Agentless Backup is Not a Myth
That leaves the NB200's design as one of the key differentiators, and here Toshiba has done a very good job indeed. The NB200 is pleasingly modern, with curves in all the right places and, crucially, a slimline styling - it's 25.4mm thick at the front, rising to 32.3mm at the back; the extra is its rear feet - that immediately sets it apart from so many, more chunky netbooks.

Tweak your system settings to minimise power usage
The low-end NB200-10G comes with a three-cell battery that sits flush with the casing. The NB200-110 we tested comes with a six-cell, 63Wh power pack that extends beyond the back of the laptop. Even so, it doesn't feel like it was chucked on at the last minute, as a fair few six-cell laptop batteries - yes, Acer, we're thinking of you - do. It looks like it's part of the machine, and it doesn't lift the back up way above the reach of the netbook's own feet, as is the case with the Dell Mini 10v, for (an extreme) example
The six-cell battery adds weight, of course: the NB200-110 weighs 1.33kg to the NB200-10G's 1.18kg, but what's 150g among friends, especially given the extra runtime the bigger power pack provides?
And, boy, does it provide runtime. We ran our customary video playback test - loop a standard definition video full-screen, with the screen's brightness up full and Wi-Fi on - and the NB200 ran for six hours 12 minutes. That's the second best time we've recorded - better even than the mighty Asus Eee PC 1000HE.
Turn down some of the processor and other power saving settings Toshiba provides, turn down the display's backlight and turn off the wireless radios, and you should be able to eke out the battery's charge for a good three hours beyond that, if not more.
Video Playback Battery Test Results

Battery life in minutes
Longer bars are better
The base of the machine provides the customary access hatch for the memory - one Dimm slot, filled - and a separate panel the covers the Wi-Fi card and the 2.5in Sata hard drive, though it's held down with a pair of very small gauge torx screws. Upgraders should have no trouble replacing these key components if they wish.
COMMENTS
Wrong
Dear Reg,
Its high time that reviewers in general started saying it like it is. Another netbook, same N270/280, only 1GB of ram, same hopeless 950 GFX, apart from very very minor differences in apps or design, its same old same old. In much of the time, netbooks have changed little, and they keep being rewarded with good reviews. This 'new netbook' costs more than £300, has some of the cheapest BOM and is only a moderate redesign.
Its time, that reviewers started to ask the serious questions.
1. Why are you not butchering these guys for the monopoly practice of adhereing to the microsoft 1GB limit, and hard disk limits. The consumer is suffering under a garbage limit and you are handing them a recommended review.
2. Very minor updates to the Atom don't make a recommended review. Where is ION, or better core system improments, more ram, bigger drives.
3. The netbook struggles with Linux, and you give it a recommended rating?
The hunnymoon is over for netbooks, its time to put the hammer down.
Frustrated
Yet another new netbook that fails to provide a tv-out (S-video/Composite) slot! When will these companies realise how handy a slot like this is?
Competition?
The fixed prices and specs makes you wonder whether there's really any competition in this market. Perhaps something for Steely Kroes to examine next...?
Horned Bill, because what the heck is he doing dictating how my computer should be specced.
PS: Wouldn't Ballmer be more fitting for the icon than Bill these days?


* _What to work on_: Reproduce the following data exactly, minus any images.

* _Data supplied_:
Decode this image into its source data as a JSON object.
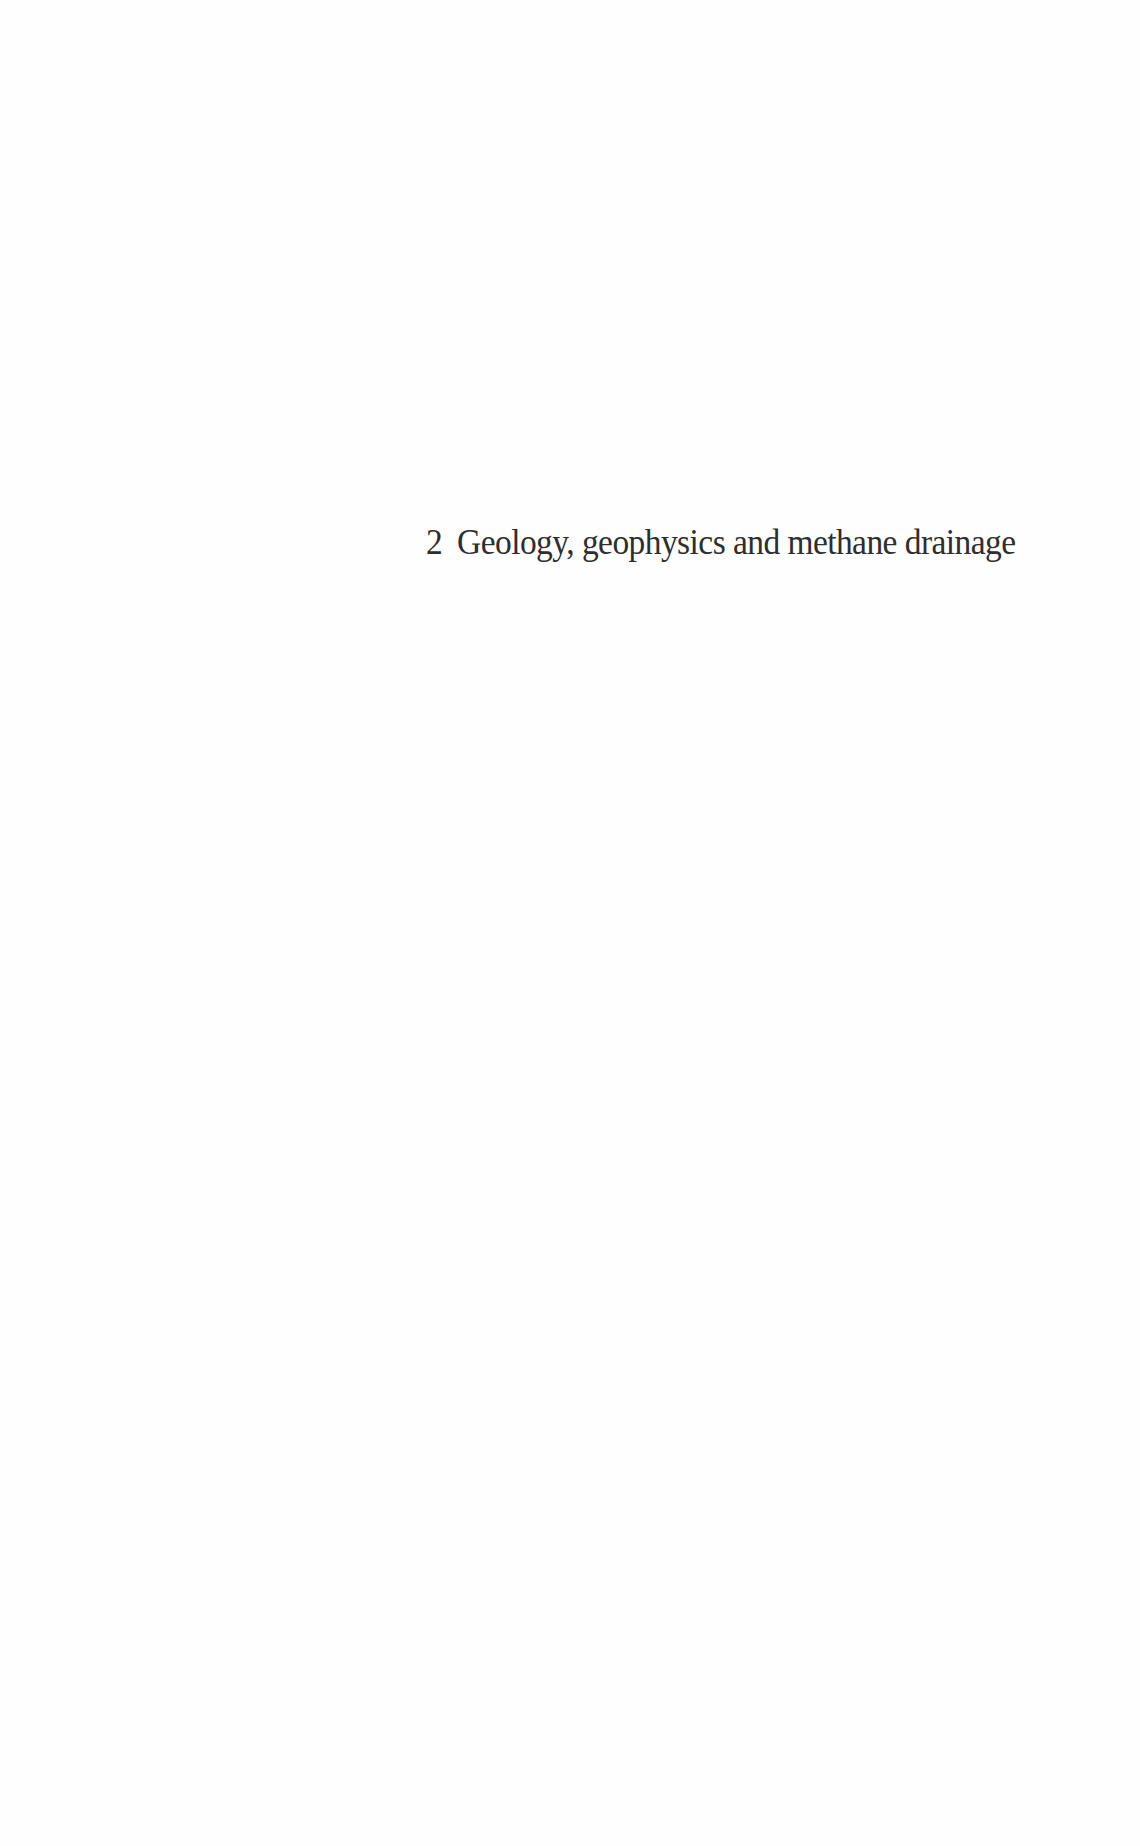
{
  "chapter": {
    "number": "2",
    "title": "Geology, geophysics and methane drainage"
  },
  "colors": {
    "background": "#fefefe",
    "text": "#2e2e2e"
  }
}
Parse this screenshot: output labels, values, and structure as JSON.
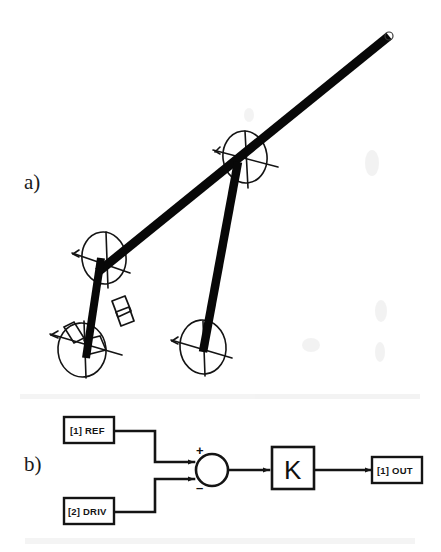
{
  "figure": {
    "panels": [
      {
        "key": "a",
        "label": "a)",
        "caption_omitted": true
      },
      {
        "key": "b",
        "label": "b)",
        "caption_omitted": true
      }
    ]
  },
  "panel_a": {
    "label": "a)",
    "description_type": "kinematic-linkage-sketch",
    "elements": {
      "long_arm": "thick-diagonal-beam",
      "strut": "thick-vertical-beam",
      "lower_post": "thick-short-beam",
      "joints": [
        "joint-upper",
        "joint-mid",
        "joint-lower-left",
        "joint-lower-right"
      ],
      "bracket": "small-rect-fixture"
    }
  },
  "panel_b": {
    "label": "b)",
    "blocks": [
      {
        "id": "ref",
        "name": "input-ref-block",
        "text": "[1] REF"
      },
      {
        "id": "driv",
        "name": "input-driv-block",
        "text": "[2] DRIV"
      },
      {
        "id": "gain",
        "name": "gain-block",
        "text": "K"
      },
      {
        "id": "out",
        "name": "output-block",
        "text": "[1] OUT"
      }
    ],
    "summing_junction": {
      "name": "summing-junction",
      "plus_sign": "+",
      "minus_sign": "–"
    },
    "signals": [
      {
        "from": "ref",
        "to": "summing-junction-plus"
      },
      {
        "from": "driv",
        "to": "summing-junction-minus"
      },
      {
        "from": "summing-junction",
        "to": "gain"
      },
      {
        "from": "gain",
        "to": "out"
      }
    ]
  },
  "colors": {
    "background": "#ffffff",
    "ink": "#101010",
    "line": "#1c1c1c"
  }
}
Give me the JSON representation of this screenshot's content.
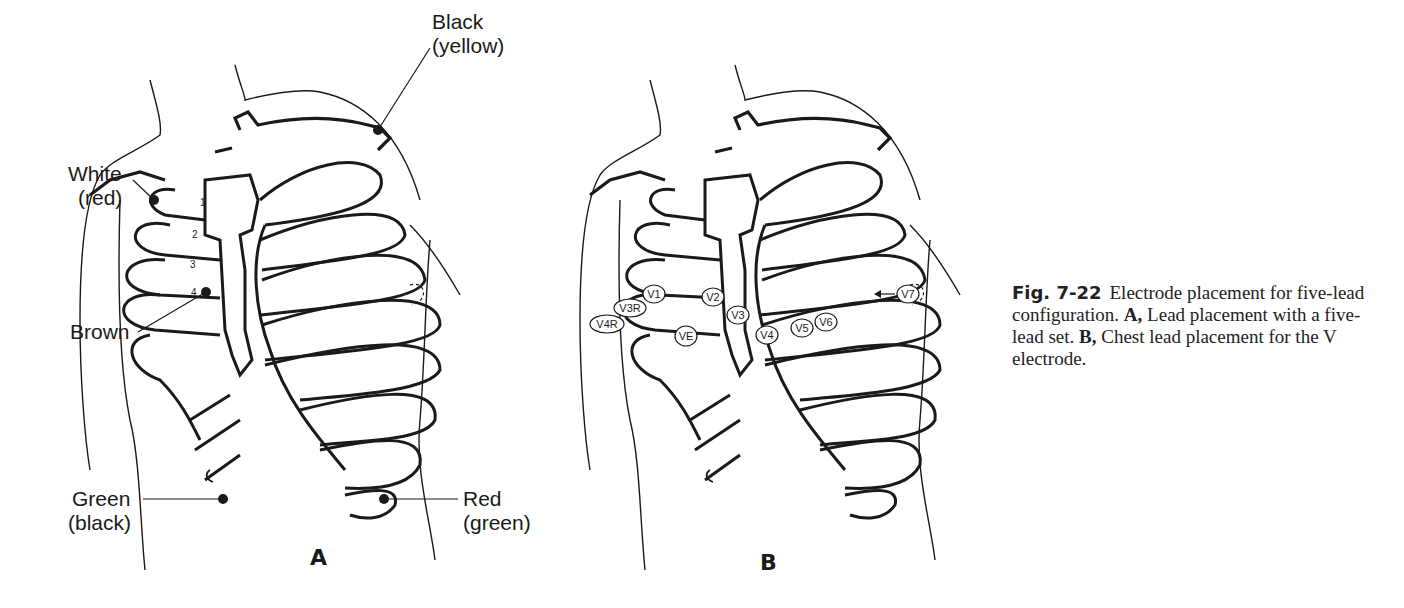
{
  "panel_a": {
    "label": "A",
    "electrodes": [
      {
        "name": "Black",
        "alt": "(yellow)"
      },
      {
        "name": "White",
        "alt": "(red)"
      },
      {
        "name": "Brown",
        "alt": ""
      },
      {
        "name": "Green",
        "alt": "(black)"
      },
      {
        "name": "Red",
        "alt": "(green)"
      }
    ],
    "rib_numbers": [
      "1",
      "2",
      "3",
      "4"
    ]
  },
  "panel_b": {
    "label": "B",
    "v_positions": [
      "V1",
      "V2",
      "V3",
      "V4",
      "V5",
      "V6",
      "V7",
      "V3R",
      "V4R",
      "VE"
    ]
  },
  "caption": {
    "figure_number": "Fig. 7-22",
    "text_1": "Electrode placement for five-lead configuration. ",
    "bold_a": "A,",
    "text_2": " Lead placement with a five-lead set. ",
    "bold_b": "B,",
    "text_3": " Chest lead placement for the V electrode."
  }
}
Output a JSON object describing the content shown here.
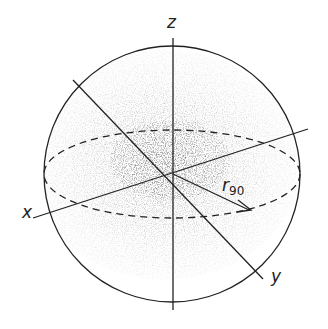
{
  "diagram": {
    "title": "",
    "axes": {
      "z_label": "z",
      "x_label": "x",
      "y_label": "y"
    },
    "radius_label": {
      "main": "r",
      "subscript": "90"
    },
    "colors": {
      "line": "#222222",
      "dots": "#555555",
      "background": "#ffffff"
    }
  }
}
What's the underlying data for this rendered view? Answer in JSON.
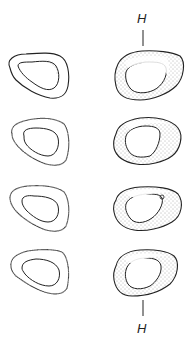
{
  "figure": {
    "columns": [
      {
        "name": "left",
        "sections": 4,
        "stippled": false
      },
      {
        "name": "right",
        "sections": 4,
        "stippled": true
      }
    ],
    "labels": {
      "top": "H",
      "bottom": "H"
    },
    "colors": {
      "stroke": "#222222",
      "stipple": "#555555",
      "background": "#ffffff"
    }
  }
}
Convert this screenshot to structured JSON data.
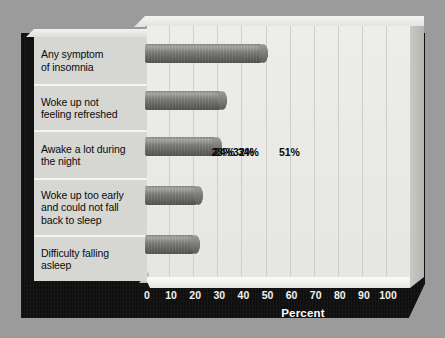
{
  "chart_data": {
    "type": "bar",
    "orientation": "horizontal",
    "title": "",
    "xlabel": "Percent",
    "ylabel": "",
    "xlim": [
      0,
      100
    ],
    "xticks": [
      "0",
      "10",
      "20",
      "30",
      "40",
      "50",
      "60",
      "70",
      "80",
      "90",
      "100"
    ],
    "grid": "vertical",
    "legend": "none",
    "categories": [
      "Any symptom of insomnia",
      "Woke up not feeling refreshed",
      "Awake a lot during the night",
      "Woke up too early and could not fall back to sleep",
      "Difficulty falling asleep"
    ],
    "values": [
      51,
      34,
      32,
      24,
      23
    ],
    "data_labels": [
      "51%",
      "34%",
      "32%",
      "24%",
      "23%"
    ],
    "colors": {
      "bar": "#7e7e7b",
      "plot_background": "#ededea",
      "gridline": "#cfcfca",
      "base": "#111010",
      "label_panel": "#d6d6d3",
      "outer_background": "#9b9b9b",
      "axis_text": "#f2f2f0",
      "value_text": "#0b0b0b"
    }
  },
  "labels": {
    "rows": [
      {
        "line1": "Any symptom",
        "line2": "of insomnia",
        "line3": ""
      },
      {
        "line1": "Woke up not",
        "line2": "feeling refreshed",
        "line3": ""
      },
      {
        "line1": "Awake a lot during",
        "line2": "the night",
        "line3": ""
      },
      {
        "line1": "Woke up too early",
        "line2": "and could not fall",
        "line3": "back to sleep"
      },
      {
        "line1": "Difficulty falling",
        "line2": "asleep",
        "line3": ""
      }
    ]
  }
}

* _Result of the exercise_:
Decode this image into its source data as a JSON object.
{
  "chapter": {
    "number": "2",
    "title": "Geology, geophysics and methane drainage"
  },
  "colors": {
    "background": "#fefefe",
    "text": "#2e2e2e"
  }
}
Parse this screenshot: output labels, values, and structure as JSON.
{
  "figure": {
    "panels": [
      {
        "key": "a",
        "label": "a)",
        "caption_omitted": true
      },
      {
        "key": "b",
        "label": "b)",
        "caption_omitted": true
      }
    ]
  },
  "panel_a": {
    "label": "a)",
    "description_type": "kinematic-linkage-sketch",
    "elements": {
      "long_arm": "thick-diagonal-beam",
      "strut": "thick-vertical-beam",
      "lower_post": "thick-short-beam",
      "joints": [
        "joint-upper",
        "joint-mid",
        "joint-lower-left",
        "joint-lower-right"
      ],
      "bracket": "small-rect-fixture"
    }
  },
  "panel_b": {
    "label": "b)",
    "blocks": [
      {
        "id": "ref",
        "name": "input-ref-block",
        "text": "[1] REF"
      },
      {
        "id": "driv",
        "name": "input-driv-block",
        "text": "[2] DRIV"
      },
      {
        "id": "gain",
        "name": "gain-block",
        "text": "K"
      },
      {
        "id": "out",
        "name": "output-block",
        "text": "[1] OUT"
      }
    ],
    "summing_junction": {
      "name": "summing-junction",
      "plus_sign": "+",
      "minus_sign": "–"
    },
    "signals": [
      {
        "from": "ref",
        "to": "summing-junction-plus"
      },
      {
        "from": "driv",
        "to": "summing-junction-minus"
      },
      {
        "from": "summing-junction",
        "to": "gain"
      },
      {
        "from": "gain",
        "to": "out"
      }
    ]
  },
  "colors": {
    "background": "#ffffff",
    "ink": "#101010",
    "line": "#1c1c1c"
  }
}
Give me the JSON representation of this screenshot's content.
{
  "panel_a": {
    "label": "A",
    "electrodes": [
      {
        "name": "Black",
        "alt": "(yellow)"
      },
      {
        "name": "White",
        "alt": "(red)"
      },
      {
        "name": "Brown",
        "alt": ""
      },
      {
        "name": "Green",
        "alt": "(black)"
      },
      {
        "name": "Red",
        "alt": "(green)"
      }
    ],
    "rib_numbers": [
      "1",
      "2",
      "3",
      "4"
    ]
  },
  "panel_b": {
    "label": "B",
    "v_positions": [
      "V1",
      "V2",
      "V3",
      "V4",
      "V5",
      "V6",
      "V7",
      "V3R",
      "V4R",
      "VE"
    ]
  },
  "caption": {
    "figure_number": "Fig. 7-22",
    "text_1": "Electrode placement for five-lead configuration. ",
    "bold_a": "A,",
    "text_2": " Lead placement with a five-lead set. ",
    "bold_b": "B,",
    "text_3": " Chest lead placement for the V electrode."
  }
}
Output a JSON object describing the content shown here.
{
  "diagram": {
    "title": "",
    "axes": {
      "z_label": "z",
      "x_label": "x",
      "y_label": "y"
    },
    "radius_label": {
      "main": "r",
      "subscript": "90"
    },
    "colors": {
      "line": "#222222",
      "dots": "#555555",
      "background": "#ffffff"
    }
  }
}
What's the underlying data for this rendered view? Answer in JSON.
{
  "figure": {
    "columns": [
      {
        "name": "left",
        "sections": 4,
        "stippled": false
      },
      {
        "name": "right",
        "sections": 4,
        "stippled": true
      }
    ],
    "labels": {
      "top": "H",
      "bottom": "H"
    },
    "colors": {
      "stroke": "#222222",
      "stipple": "#555555",
      "background": "#ffffff"
    }
  }
}
Convert this screenshot to structured JSON data.
{
  "chart_data": {
    "type": "bar",
    "orientation": "horizontal",
    "title": "",
    "xlabel": "Percent",
    "ylabel": "",
    "xlim": [
      0,
      100
    ],
    "xticks": [
      "0",
      "10",
      "20",
      "30",
      "40",
      "50",
      "60",
      "70",
      "80",
      "90",
      "100"
    ],
    "grid": "vertical",
    "legend": "none",
    "categories": [
      "Any symptom of insomnia",
      "Woke up not feeling refreshed",
      "Awake a lot during the night",
      "Woke up too early and could not fall back to sleep",
      "Difficulty falling asleep"
    ],
    "values": [
      51,
      34,
      32,
      24,
      23
    ],
    "data_labels": [
      "51%",
      "34%",
      "32%",
      "24%",
      "23%"
    ],
    "colors": {
      "bar": "#7e7e7b",
      "plot_background": "#ededea",
      "gridline": "#cfcfca",
      "base": "#111010",
      "label_panel": "#d6d6d3",
      "outer_background": "#9b9b9b",
      "axis_text": "#f2f2f0",
      "value_text": "#0b0b0b"
    }
  },
  "labels": {
    "rows": [
      {
        "line1": "Any symptom",
        "line2": "of insomnia",
        "line3": ""
      },
      {
        "line1": "Woke up not",
        "line2": "feeling refreshed",
        "line3": ""
      },
      {
        "line1": "Awake a lot during",
        "line2": "the night",
        "line3": ""
      },
      {
        "line1": "Woke up too early",
        "line2": "and could not fall",
        "line3": "back to sleep"
      },
      {
        "line1": "Difficulty falling",
        "line2": "asleep",
        "line3": ""
      }
    ]
  }
}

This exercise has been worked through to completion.